Stasis – At Peace

While I was wandering around London last weekend, I had the time to do some thinking about the whole ‘not feeling the need to move on’ thing, which was much-needed.

There’s a lot of reasons for not feeling the need to move on at the moment, as I’ve written about already. I won’t bother with all those again, because this one is actually something else, something I hadn’t really looked into massively.

Basically, at the moment I’m really quite content with life and how it’s shaping up.

That has it’s good and bad aspects, for sure. Obviously it’s good that I’m content, that I’m at peace with things, and not yearning for change. It’s not something I’m massively familiar with, it’s all quite new, but I’m not going to complain.

On the downside, it also means I’m not feeling a huge level of urgency about things – certainly not for moving, but also with life in general. It’s kind-of all steady at the moment, which is fine for the time being. I don’t know that I want it to stay like that long-term though.

I am a lot less angry and irritable, though – and that’s primarily a good thing. I’ve noticed, looking back, how much D4D™ has changed over that time, looking back to when I started vs now. Life’s a lot calmer – but it’s also quite a lot duller.

Sure, people still piss me off. Life still pisses me off. But it seems (at the moment) to wash off again pretty quickly. I don’t feel the need to rant, to vent things out when I do get pissed off. (Well, not as much, anyway) But that also makes D4D™ less ranty, less annoyed, and somehow less amusing – both for me, and for anyone else still reading this rubbish.

It also goes some way to explaining (I realised) why I’m having problems getting going on some of the writing ideas. I’m not angry enough, not needing to vent out onto keyboard/paper. I need to find another way to do things, which may take time. We’ll see.

All told it’s a good thing, a sign of positive change – but it’s also going to have some knock-on effects, requiring some though and some further changes. That’ll take some time, and some sounding out of options. But it’s all good, and all entertaining.


2 Comments on “Stasis – At Peace”

  1. Blue Witch says:

    Yes.

    But, for me it’s also about being far too aware of how much data is mined, even when writes quite anonymously.

    Many of the consumer hassles I have are very unique, and while I’d love to rant about them en blog, I know that there are (at least) two central databases of ‘problem customers’ (not ‘customers with problems’ who don’t give up on ensuring they get their legal rights). And I choose not to let companies gang up on me by putting it all together electronically.

    I don’t know how the existence of these databases haven’t been exposed by consumer media programmes – or how they can exist, but they do.

  2. Lyle says:

    I suspect a lot of that is more from data-mining the main comment websites, TripAdvisor, Amazon etc. – and the amazing willingness of most people to not use pseudonyms (or always use the same identifiers, including email etc.) that allow them to be correlated into ‘who’s a problem’.

    However, they do hit an issue when faced with a BW or a Lyle, where the details are pseudonuymous and not matched to an identified name etc.
    (On that subject, have you noticed the way Domain registrations now say “we must be able to validate this information”, in an effort to have that identity attached? ’tis interesting)

    As such, I doubt you or I would be on the lists in that context – although as you say, why bother giving them one reference point that could correlate with multiple companies/organisations/complaints?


**Problem requirements:**
Copy every entry below exactly, and keep out the pictures.

§

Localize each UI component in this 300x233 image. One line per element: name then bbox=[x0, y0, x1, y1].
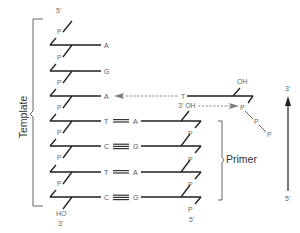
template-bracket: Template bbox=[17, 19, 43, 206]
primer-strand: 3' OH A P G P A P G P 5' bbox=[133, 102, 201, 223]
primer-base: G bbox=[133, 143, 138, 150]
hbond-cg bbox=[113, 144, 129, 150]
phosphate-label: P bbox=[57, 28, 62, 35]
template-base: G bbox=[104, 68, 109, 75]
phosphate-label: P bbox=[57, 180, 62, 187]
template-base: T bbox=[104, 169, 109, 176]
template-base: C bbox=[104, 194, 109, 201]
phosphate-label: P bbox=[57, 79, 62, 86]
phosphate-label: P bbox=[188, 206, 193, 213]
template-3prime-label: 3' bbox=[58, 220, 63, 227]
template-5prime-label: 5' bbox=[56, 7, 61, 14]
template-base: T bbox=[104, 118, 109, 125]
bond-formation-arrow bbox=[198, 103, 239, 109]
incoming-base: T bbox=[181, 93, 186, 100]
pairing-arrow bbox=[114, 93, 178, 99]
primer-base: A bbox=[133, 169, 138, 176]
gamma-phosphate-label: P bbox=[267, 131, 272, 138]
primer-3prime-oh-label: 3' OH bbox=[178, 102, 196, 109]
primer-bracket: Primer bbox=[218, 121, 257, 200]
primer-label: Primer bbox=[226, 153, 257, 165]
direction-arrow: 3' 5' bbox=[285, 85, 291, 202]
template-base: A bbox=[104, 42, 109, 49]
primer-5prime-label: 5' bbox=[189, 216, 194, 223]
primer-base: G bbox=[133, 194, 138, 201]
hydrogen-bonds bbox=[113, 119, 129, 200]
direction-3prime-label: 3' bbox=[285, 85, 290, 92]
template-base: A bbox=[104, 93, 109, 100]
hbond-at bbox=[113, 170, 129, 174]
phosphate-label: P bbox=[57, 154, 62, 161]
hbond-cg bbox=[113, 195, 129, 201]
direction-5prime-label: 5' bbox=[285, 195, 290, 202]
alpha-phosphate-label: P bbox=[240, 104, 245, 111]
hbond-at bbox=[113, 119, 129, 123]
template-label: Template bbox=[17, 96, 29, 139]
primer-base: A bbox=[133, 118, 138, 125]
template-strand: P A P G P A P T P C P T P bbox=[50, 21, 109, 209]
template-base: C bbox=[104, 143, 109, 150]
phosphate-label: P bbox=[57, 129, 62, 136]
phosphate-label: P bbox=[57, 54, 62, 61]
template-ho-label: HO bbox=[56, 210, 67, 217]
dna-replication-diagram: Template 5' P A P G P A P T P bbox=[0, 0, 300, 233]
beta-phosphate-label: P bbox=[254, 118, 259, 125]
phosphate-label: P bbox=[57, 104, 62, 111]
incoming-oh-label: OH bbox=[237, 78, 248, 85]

§

**The completed task:**
Localize each UI component in this 300x233 image. One line per element: name then bbox=[x0, y0, x1, y1].
template-bracket: Template bbox=[17, 19, 43, 206]
primer-strand: 3' OH A P G P A P G P 5' bbox=[133, 102, 201, 223]
primer-base: G bbox=[133, 143, 138, 150]
hbond-cg bbox=[113, 144, 129, 150]
phosphate-label: P bbox=[57, 28, 62, 35]
template-base: G bbox=[104, 68, 109, 75]
phosphate-label: P bbox=[57, 180, 62, 187]
template-base: T bbox=[104, 169, 109, 176]
template-base: C bbox=[104, 194, 109, 201]
phosphate-label: P bbox=[57, 79, 62, 86]
phosphate-label: P bbox=[188, 206, 193, 213]
template-3prime-label: 3' bbox=[58, 220, 63, 227]
template-5prime-label: 5' bbox=[56, 7, 61, 14]
template-base: T bbox=[104, 118, 109, 125]
bond-formation-arrow bbox=[198, 103, 239, 109]
incoming-base: T bbox=[181, 93, 186, 100]
pairing-arrow bbox=[114, 93, 178, 99]
primer-base: A bbox=[133, 169, 138, 176]
gamma-phosphate-label: P bbox=[267, 131, 272, 138]
primer-3prime-oh-label: 3' OH bbox=[178, 102, 196, 109]
primer-bracket: Primer bbox=[218, 121, 257, 200]
primer-label: Primer bbox=[226, 153, 257, 165]
direction-arrow: 3' 5' bbox=[285, 85, 291, 202]
template-base: A bbox=[104, 42, 109, 49]
primer-5prime-label: 5' bbox=[189, 216, 194, 223]
primer-base: G bbox=[133, 194, 138, 201]
hydrogen-bonds bbox=[113, 119, 129, 200]
direction-3prime-label: 3' bbox=[285, 85, 290, 92]
template-base: A bbox=[104, 93, 109, 100]
hbond-at bbox=[113, 170, 129, 174]
phosphate-label: P bbox=[57, 154, 62, 161]
hbond-cg bbox=[113, 195, 129, 201]
direction-5prime-label: 5' bbox=[285, 195, 290, 202]
alpha-phosphate-label: P bbox=[240, 104, 245, 111]
hbond-at bbox=[113, 119, 129, 123]
template-label: Template bbox=[17, 96, 29, 139]
primer-base: A bbox=[133, 118, 138, 125]
template-strand: P A P G P A P T P C P T P bbox=[50, 21, 109, 209]
template-base: C bbox=[104, 143, 109, 150]
phosphate-label: P bbox=[57, 129, 62, 136]
phosphate-label: P bbox=[57, 54, 62, 61]
template-ho-label: HO bbox=[56, 210, 67, 217]
dna-replication-diagram: Template 5' P A P G P A P T P bbox=[0, 0, 300, 233]
beta-phosphate-label: P bbox=[254, 118, 259, 125]
phosphate-label: P bbox=[57, 104, 62, 111]
incoming-oh-label: OH bbox=[237, 78, 248, 85]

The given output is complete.